My breakdown:
* 1972 Winnebago D22, on Dodge M400 chassis, 413 engine, 727 tranny.
* 90,000 total miles.
* 1972 RV. It happened in 2002, the RV was 30 years old.
Break Down Description: Driving along at 55 mph on the last day of a 3 week 4000 mile vacation, the engine lost oil pressure completely, and though it was running nicely, we shut it down as soon as we saw the gauge reading. It may have been zero for many miles.
Symptom: There had been a very slight valve ticking noise for the last 40k miles, since we got it 11 years earlier. Im used to a little tappet noise in old mopar engines.
Effect: Anxiety. Engine water temp and all other gauges normal. Motor sounded fine, no plume of smoke, no oil trail behind us.
Cause: A bent pushrod finally wore in two from rubbing against the head casting, the pieces dropped away, and the cam lobe pitched the lifter up out of the bore. This opened up the oil gallery, so lots of flow but zero pressure reading on both of my oil p. gauges.
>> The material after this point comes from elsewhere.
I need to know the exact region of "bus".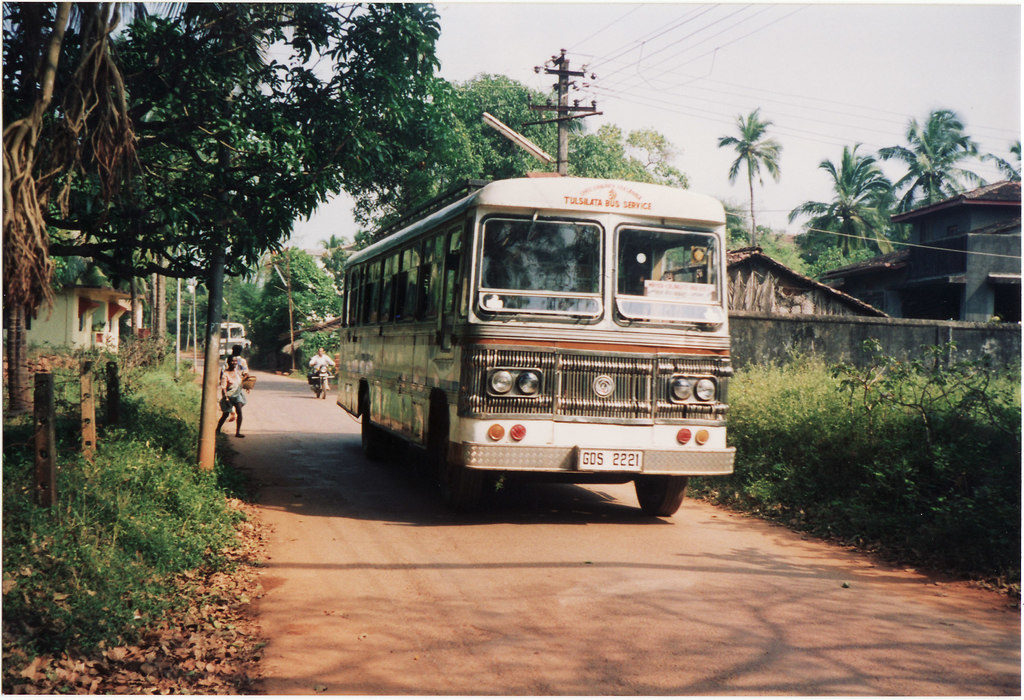
Region: box(344, 172, 738, 518).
Outcome: We got it towed the 200 miles home - $700. First time-ever tow.
Post Mortem: The bent pushrod pieces and lifter were in the cam valley. None of the pieces got in the way of anything else. I replaced the pushrods, and while I was at it, the engine bearings, timing chain, front and rear main seals, and other things easy to reach with the radiator out. I also replaced the valve cover gaskets, and painted the top of the now clean engine. The old bearings showed no sign of adverse wear beyond what you would expect at 90,000 miles. I spent about $800 on parts, and about 2 months of pleasant weekend free time.
I have had several other "events' that could have been breakdowns but I was able to fix them while we were stopped for sightseeing, eating, or cammping: fuel filter clogging, finicky headlight switch, vapor lock - solved that with heat shielding, vent cover broke off, broken throttle cable, kink in shifter cable, ign points needing replacement, etc.